Marion Zimmer Bradley. The Forest House

One morning Cynric and Rheis suggested that it would do him good to get out into the sunshine for a little and try to walk. He hobbled painfully out into the courtyard, where little Senara found him, prattling that she and Eilan were going to the meadow to pick flowers and make garlands for the Beltane festival the next day.

Under normal circumstances the idea of going along with a couple of girls would not have attracted Gaius very much; but after his last few days in bed, he would have welcomed a trip to the cowshed to watch Mairi – or even the byre-woman – milk the cows. In fact it seemed more like a picnic; for Cynric and Dieda joined them. The younger girls bullied Cynric as if he were truly their brother, and gave him their shawls and the lunch basket to carry.

Senara escorted Gaius; he leaned harder on her than he really wanted to, and told himself that he was humoring the child. Cynric seemed to hover over Dieda in something other than a brotherly way, talking in low tones. Watching them, Gaius wondered if they were pledged to each other; he did not know enough of this tribe’s customs to tell, but he knew better than to bother them.

They laid the contents of the lunch basket out on the grass; there was fresh baked bread and cold sliced roast meat, and apples —rather withered and brown – the last, the girls said, of the winter store.

“Let me go find some berries.” Senara jumped to her feet, looking around her, and Eilan laughed.

“Silly, it’s springtime. Do you think our guest is a goat you can feed on flowers?”

Gaius did not care what they ate; he was exhausted.

There was a flask of pressed fruit juice and another of fresh brewed country beer. The younger girls would not drink it, saying it was too sour; but Gaius found it refreshing. There were sweet cakes too, which Dieda had made herself. She and Cynric shared a drinking horn and left Gaius to the company of the other girls.

When they had all eaten as much as they could hold, Senara filled a bowl with clear water from a spring in the corner of the meadow and told Eilan to see if she could see the face of her sweetheart in it.

“That is an old superstition,” Eilan said, “and I have no sweetheart.”

“I have,” Cynric said, seizing the bowl and staring into it. “Will the water show me your face, Dieda?” She came and looked over his shoulder. “It is all nonsense,” she said. Gaius thought she looked prettier when she blushed.

“Did you look in the water, Eilan?” asked Senara, tugging at her sleeve.

Eilan said, “I think it is blasphemous to try to compel the Goddess to speak that way! What would Lhiannon say?”

“Does anyone here care?” Dieda asked with a strange hard little smile. “We all know she says nothing unless it is given her by the priests.”

“Your father cares,” Cynric said soberly.

“True, he does,” Dieda said, “and so I suppose you must care too.”

Senara turned to her. “Tell me what you saw in the water, Dieda,” she demanded shrilly.

“Me,” said Cynric, “or at least I hope so.”

“You would really be our brother, then,” Senara smiled at him.

“Why do you think I want to marry her?” Cynric grinned. “But we have yet to speak to your father.”

“Do you think he will oppose it?” Dieda seemed suddenly anxious, and it occurred to Gaius that being the Arch-Druid’s daughter might be even more constricting than being a Prefect’s son. “Surely if he had pledged me elsewhere, he would have told me of it before now!”

“And who will you marry, Eilan?” Senara asked. Gaius leaned forward, his attention abruptly focusing.

“I had not thought of it,” Eilan said, coloring. “Sometimes it seems to me that I hear the Goddess – perhaps I should enter the Forest House as one of the maidens of the Oracle.”

“Rather you than me,” Dieda said. “I would never grudge you that life.”

“Ugh!” Senara shook her head. “Would you really want to live all alone?”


EXERCISE AIM: Please repeat the entries exactly as they appear and omit any images.

Figure collection entries
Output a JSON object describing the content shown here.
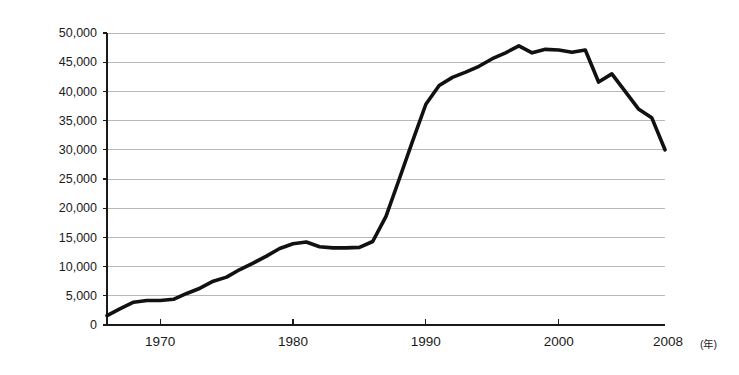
{
  "chart_data": {
    "type": "line",
    "title": "",
    "subtitle": "",
    "xlabel": "",
    "ylabel": "",
    "xunit": "(年)",
    "xlim": [
      1966,
      2008
    ],
    "ylim": [
      0,
      50000
    ],
    "grid": true,
    "legend": false,
    "legend_position": "none",
    "y_ticks": [
      0,
      5000,
      10000,
      15000,
      20000,
      25000,
      30000,
      35000,
      40000,
      45000,
      50000
    ],
    "y_tick_labels": [
      "0",
      "5,000",
      "10,000",
      "15,000",
      "20,000",
      "25,000",
      "30,000",
      "35,000",
      "40,000",
      "45,000",
      "50,000"
    ],
    "x_ticks": [
      1970,
      1980,
      1990,
      2000
    ],
    "x_tick_labels": [
      "1970",
      "1980",
      "1990",
      "2000"
    ],
    "x_end_label": "2008",
    "x": [
      1966,
      1967,
      1968,
      1969,
      1970,
      1971,
      1972,
      1973,
      1974,
      1975,
      1976,
      1977,
      1978,
      1979,
      1980,
      1981,
      1982,
      1983,
      1984,
      1985,
      1986,
      1987,
      1988,
      1989,
      1990,
      1991,
      1992,
      1993,
      1994,
      1995,
      1996,
      1997,
      1998,
      1999,
      2000,
      2001,
      2002,
      2003,
      2004,
      2005,
      2006,
      2007,
      2008
    ],
    "series": [
      {
        "name": "value",
        "values": [
          1600,
          2800,
          3900,
          4200,
          4200,
          4400,
          5400,
          6300,
          7500,
          8200,
          9500,
          10600,
          11800,
          13100,
          13900,
          14200,
          13400,
          13200,
          13200,
          13300,
          14300,
          18600,
          25000,
          31500,
          37800,
          41000,
          42400,
          43300,
          44300,
          45600,
          46600,
          47800,
          46600,
          47200,
          47100,
          46700,
          47100,
          41600,
          43000,
          40000,
          37000,
          35500,
          30000
        ]
      }
    ]
  }
}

EXPECTED ANSWER:
Output a JSON object describing the content shown here.
{
  "chart_data": {
    "type": "line",
    "title": "",
    "subtitle": "",
    "xlabel": "",
    "ylabel": "",
    "xunit": "(年)",
    "xlim": [
      1966,
      2008
    ],
    "ylim": [
      0,
      50000
    ],
    "grid": true,
    "legend": false,
    "legend_position": "none",
    "y_ticks": [
      0,
      5000,
      10000,
      15000,
      20000,
      25000,
      30000,
      35000,
      40000,
      45000,
      50000
    ],
    "y_tick_labels": [
      "0",
      "5,000",
      "10,000",
      "15,000",
      "20,000",
      "25,000",
      "30,000",
      "35,000",
      "40,000",
      "45,000",
      "50,000"
    ],
    "x_ticks": [
      1970,
      1980,
      1990,
      2000
    ],
    "x_tick_labels": [
      "1970",
      "1980",
      "1990",
      "2000"
    ],
    "x_end_label": "2008",
    "x": [
      1966,
      1967,
      1968,
      1969,
      1970,
      1971,
      1972,
      1973,
      1974,
      1975,
      1976,
      1977,
      1978,
      1979,
      1980,
      1981,
      1982,
      1983,
      1984,
      1985,
      1986,
      1987,
      1988,
      1989,
      1990,
      1991,
      1992,
      1993,
      1994,
      1995,
      1996,
      1997,
      1998,
      1999,
      2000,
      2001,
      2002,
      2003,
      2004,
      2005,
      2006,
      2007,
      2008
    ],
    "series": [
      {
        "name": "value",
        "values": [
          1600,
          2800,
          3900,
          4200,
          4200,
          4400,
          5400,
          6300,
          7500,
          8200,
          9500,
          10600,
          11800,
          13100,
          13900,
          14200,
          13400,
          13200,
          13200,
          13300,
          14300,
          18600,
          25000,
          31500,
          37800,
          41000,
          42400,
          43300,
          44300,
          45600,
          46600,
          47800,
          46600,
          47200,
          47100,
          46700,
          47100,
          41600,
          43000,
          40000,
          37000,
          35500,
          30000
        ]
      }
    ]
  }
}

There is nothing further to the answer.